I recently read two articles with two very different perspectives on guilt. In the Week in Review section of the New York Times on January 2, 2011 the feature headline read, “It’s the day after New Year’s – broken your resolution yet? No guilt necessary.” The message is that guilt is an emotion to be avoided and there are things you can do to avoid this uncomfortable feeling. The second article was in the January issue of Harvard Business Review, Guilt-Ridden People Make Great Leaders. The article reviews research which shows that guilt has a positive correlation with leaders’ performance and perceived capability. “People who are prone to guilt tend to work harder and perform better than people who are not guilt-prone, and are perceived to be more capable leaders.”
Is it possible then that guilt is neither a negative nor a positive emotion, but rather, serves a higher purpose, to help you become a better person?
The research project, headed by Francis Flynn PhD, and conducted at a Fortune 500 firm, found that people who are prone to guilt received higher performance ratings from their bosses.
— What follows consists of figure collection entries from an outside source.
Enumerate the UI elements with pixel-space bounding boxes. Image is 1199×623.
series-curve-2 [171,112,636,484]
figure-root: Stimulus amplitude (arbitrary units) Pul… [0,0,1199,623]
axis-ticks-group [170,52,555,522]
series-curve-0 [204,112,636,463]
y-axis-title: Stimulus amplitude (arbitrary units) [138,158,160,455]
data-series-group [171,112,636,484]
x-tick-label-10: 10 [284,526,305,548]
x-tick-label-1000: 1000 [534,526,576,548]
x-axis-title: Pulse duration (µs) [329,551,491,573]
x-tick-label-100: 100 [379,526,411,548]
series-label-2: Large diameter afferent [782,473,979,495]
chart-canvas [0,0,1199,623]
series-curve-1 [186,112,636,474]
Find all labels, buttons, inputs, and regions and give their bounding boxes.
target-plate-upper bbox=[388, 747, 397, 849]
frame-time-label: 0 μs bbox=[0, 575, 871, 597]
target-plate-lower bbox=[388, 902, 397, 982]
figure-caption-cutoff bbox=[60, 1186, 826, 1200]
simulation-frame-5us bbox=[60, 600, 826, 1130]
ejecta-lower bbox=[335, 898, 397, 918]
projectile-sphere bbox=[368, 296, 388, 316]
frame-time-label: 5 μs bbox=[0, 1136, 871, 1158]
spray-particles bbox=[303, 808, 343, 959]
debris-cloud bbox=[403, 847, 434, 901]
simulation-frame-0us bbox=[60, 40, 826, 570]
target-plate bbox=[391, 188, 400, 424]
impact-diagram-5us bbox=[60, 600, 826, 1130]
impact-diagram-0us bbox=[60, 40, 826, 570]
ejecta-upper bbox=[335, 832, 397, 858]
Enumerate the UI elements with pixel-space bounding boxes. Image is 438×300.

Related studies found that this characteristic was associated with higher levels of organizational commitment and peers’ perception that these individuals were stronger leaders.
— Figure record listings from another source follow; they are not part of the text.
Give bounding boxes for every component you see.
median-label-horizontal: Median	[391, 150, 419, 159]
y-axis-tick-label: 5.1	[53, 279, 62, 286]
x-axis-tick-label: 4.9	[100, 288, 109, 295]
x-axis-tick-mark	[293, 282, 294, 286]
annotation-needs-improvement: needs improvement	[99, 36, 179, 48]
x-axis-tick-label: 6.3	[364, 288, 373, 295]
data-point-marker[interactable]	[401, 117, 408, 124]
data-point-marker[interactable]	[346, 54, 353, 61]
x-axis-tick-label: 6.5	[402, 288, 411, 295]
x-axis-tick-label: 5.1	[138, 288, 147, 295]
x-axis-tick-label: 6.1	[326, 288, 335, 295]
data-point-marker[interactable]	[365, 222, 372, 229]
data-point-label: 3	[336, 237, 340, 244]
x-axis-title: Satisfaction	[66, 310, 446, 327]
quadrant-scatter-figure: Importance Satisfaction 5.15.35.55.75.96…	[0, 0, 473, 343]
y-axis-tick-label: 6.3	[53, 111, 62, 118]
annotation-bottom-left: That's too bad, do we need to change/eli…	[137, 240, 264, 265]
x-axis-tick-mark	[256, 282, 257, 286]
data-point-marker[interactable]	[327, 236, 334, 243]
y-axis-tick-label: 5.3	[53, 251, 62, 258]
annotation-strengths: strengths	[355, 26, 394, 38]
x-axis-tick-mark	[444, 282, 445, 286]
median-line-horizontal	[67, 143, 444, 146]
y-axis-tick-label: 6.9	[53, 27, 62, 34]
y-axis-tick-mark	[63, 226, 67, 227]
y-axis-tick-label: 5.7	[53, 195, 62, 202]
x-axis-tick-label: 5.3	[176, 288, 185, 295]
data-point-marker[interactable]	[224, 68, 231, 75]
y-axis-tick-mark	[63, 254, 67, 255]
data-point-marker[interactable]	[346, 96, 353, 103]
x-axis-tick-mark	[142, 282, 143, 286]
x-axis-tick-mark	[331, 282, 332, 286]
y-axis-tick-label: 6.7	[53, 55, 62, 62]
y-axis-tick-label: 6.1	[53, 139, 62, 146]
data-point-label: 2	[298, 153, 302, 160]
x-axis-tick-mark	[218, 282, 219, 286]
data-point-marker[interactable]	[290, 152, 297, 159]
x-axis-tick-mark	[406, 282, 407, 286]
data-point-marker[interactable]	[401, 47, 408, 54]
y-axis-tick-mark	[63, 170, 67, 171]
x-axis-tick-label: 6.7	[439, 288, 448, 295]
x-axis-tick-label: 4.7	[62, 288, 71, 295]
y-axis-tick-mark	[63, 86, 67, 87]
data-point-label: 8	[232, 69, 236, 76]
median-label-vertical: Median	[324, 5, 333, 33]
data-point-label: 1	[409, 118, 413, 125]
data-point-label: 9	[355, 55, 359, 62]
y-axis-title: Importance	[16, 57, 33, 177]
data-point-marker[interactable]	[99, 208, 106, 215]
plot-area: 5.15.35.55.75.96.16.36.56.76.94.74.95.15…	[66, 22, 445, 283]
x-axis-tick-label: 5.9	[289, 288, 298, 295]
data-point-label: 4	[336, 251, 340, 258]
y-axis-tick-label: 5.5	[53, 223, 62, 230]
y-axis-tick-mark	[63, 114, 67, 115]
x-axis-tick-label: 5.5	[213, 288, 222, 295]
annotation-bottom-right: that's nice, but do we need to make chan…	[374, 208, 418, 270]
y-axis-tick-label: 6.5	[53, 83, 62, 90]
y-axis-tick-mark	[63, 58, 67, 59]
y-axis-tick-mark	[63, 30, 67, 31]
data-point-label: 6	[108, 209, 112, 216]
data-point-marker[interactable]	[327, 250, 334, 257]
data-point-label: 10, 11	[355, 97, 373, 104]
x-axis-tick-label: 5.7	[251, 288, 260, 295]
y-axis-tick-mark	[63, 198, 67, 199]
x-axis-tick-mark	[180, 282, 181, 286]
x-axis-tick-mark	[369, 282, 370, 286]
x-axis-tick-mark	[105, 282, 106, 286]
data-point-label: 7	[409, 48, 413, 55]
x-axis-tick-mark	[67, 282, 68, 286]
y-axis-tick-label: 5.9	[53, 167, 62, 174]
In fact, Flynn’s work indicates that, “employees who have guilty tendencies could be the best thing that ever happened to your organization.”
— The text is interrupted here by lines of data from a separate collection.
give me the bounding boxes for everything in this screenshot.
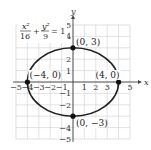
y-tick-label: −4 xyxy=(59,124,71,133)
equation-rhs: = 1 xyxy=(51,27,65,36)
x-tick-label: −3 xyxy=(33,83,45,92)
data-point-label: (0, 3) xyxy=(76,37,100,47)
x-axis-arrow xyxy=(138,80,142,84)
data-point xyxy=(116,79,121,84)
equation-x-denominator: 16 xyxy=(20,32,30,41)
ellipse-chart: xy −5−4−3−2−112355421−1−2−4−5 (0, 3)(0, … xyxy=(0,0,151,150)
x-tick-label: 3 xyxy=(105,83,110,92)
y-tick-label: 2 xyxy=(66,55,71,64)
equation-label: x² 16 + y² 9 = 1 xyxy=(17,21,67,43)
data-point-label: (−4, 0) xyxy=(29,70,61,80)
y-tick-label: −5 xyxy=(59,135,71,144)
x-tick-label: −5 xyxy=(10,83,22,92)
data-point-label: (4, 0) xyxy=(95,70,119,80)
data-point-label: (0, −3) xyxy=(76,118,108,128)
y-tick-label: −2 xyxy=(59,101,71,110)
x-tick-label: −2 xyxy=(44,83,56,92)
y-axis-label: y xyxy=(70,7,76,16)
x-tick-label: 1 xyxy=(82,83,87,92)
x-tick-label: 2 xyxy=(93,83,98,92)
data-point xyxy=(70,114,75,119)
x-tick-label: 5 xyxy=(127,83,132,92)
equation-x-numerator: x² xyxy=(22,22,30,31)
equation-y-numerator: y² xyxy=(41,22,50,31)
equation-plus: + xyxy=(33,27,40,36)
equation-y-denominator: 9 xyxy=(43,32,48,41)
data-point xyxy=(25,79,30,84)
y-tick-label: 1 xyxy=(66,67,71,76)
y-tick-label: −1 xyxy=(59,89,71,98)
data-point xyxy=(70,45,75,50)
x-axis-label: x xyxy=(144,78,149,87)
Guilt prone individuals are more likely to be:
* Harder Workers
* Better Leaders
* More Altruistic and willing to help others
* Higher Performers
* More committed to their employers
* Able to see the big picture
When I read this study I couldn’t help but think about the recent financial debacle, and although it would be unfair to paint all the wizards of Wall Street with the same brush, it would appear they could use a few more leaders with a conscience. I also reflected on the recent push by some business schools to have students sign an ethics pledge, which was not met with great enthusiasm. I recall one student quoted who said that he felt insulted by the request. Yet we know that the more the financial stakes increase, the more likely that guilt and ethics will take a secondary position.
Emotional and Social Intelligence: Guilt and Empathy
“Even more complex social emotions like shame, embarrassment, guilt and pride are attached to mirror neuron system found in the insula of the brain.”
~ Jeremy Rifkin, The Empathic Civilization
By the age of four or five children understand social expectations and are capable of experiencing a sense of guilt from hurting another child. This maturation process is critical in the development of empathy. By the ages of ten to twelve children can think abstractly and their sense of guilt is also abstracted. It is at this age that they internalize a sense of social guilt and anguish over failures to live up to moral standards of society. What we know is that human beings are wired to have the emotional and social capacity to experience a full range of feelings, which is meant to help us survive and to live socially, morally and ethically. The responsibility of parents, leaders, citizens and institutions is to assist in this development and to promote social and business expectations and standards that inspire us to reach our human potential; and to not encourage the philosophy popularized by Gordon Gekko in the movie Wall Street, “…greed, for the lack of a better word, is good.”
It seems to me that we are witnessing an increase of denial, projection and suppression of the two emotions that are meant to keep our social and moral compass pointed in the right direction and to keep us connected - guilt and empathy. We see examples of this not only in the business arena, but also in the social relationships of our youth. Almost weekly I see stories of bullying taking place in the halls of our schools and on the Internet with some resulting in tragic outcomes.
My deep concern is that we are in a cycle of polarization and isolation, which blocks the development of our emotional and social intelligence as well as our ability to feel and learn from guilt and express empathy. In the January/February issue of The Atlantic, in an article titled, The Rise of The New Global Elite, author Chrystia Freeland describes the growing divide between the wealthy elite and the rest of the world’s population. The following quote from the article shows the dangers of how isolation disconnects and inhibits one’s facility to feel guilt, take appropriate responsibility and to express empathy. “When I asked one of Wall Street’s most successful investment-bank CEOs if he felt guilty for his firm’s role in creating the financial crisis, he told me with evident sincerity that he did not. The real culprit, he explained, was his feckless cousin, who owned three cars and a home he could not afford.”
Fortunately, our brains don’t lose their capacity to experience these vital emotions. However, we must be cautious, very cautious that we don’t create the circumstances in which our isolation and polarization become immense gulfs, and that our brains perceive that the pain to bridge these gulfs would be so harsh that we choose to use projection and denial to protect ourselves from feeling our guilt and therefore our ability to empathize.
One way for leaders and organizations to create healthy and productive workplaces is to focus on the development of emotional and social intelligence and to make sure that moral and ethical behavior is expected and recognized. And you might want to consider asking two questions, “When was the last time I allowed myself to feel guilt and what did I do about it,?” and when considering someone for a promotion or a new hire, “Tell me, when was the last time you felt guilty about something and what did you do about it?”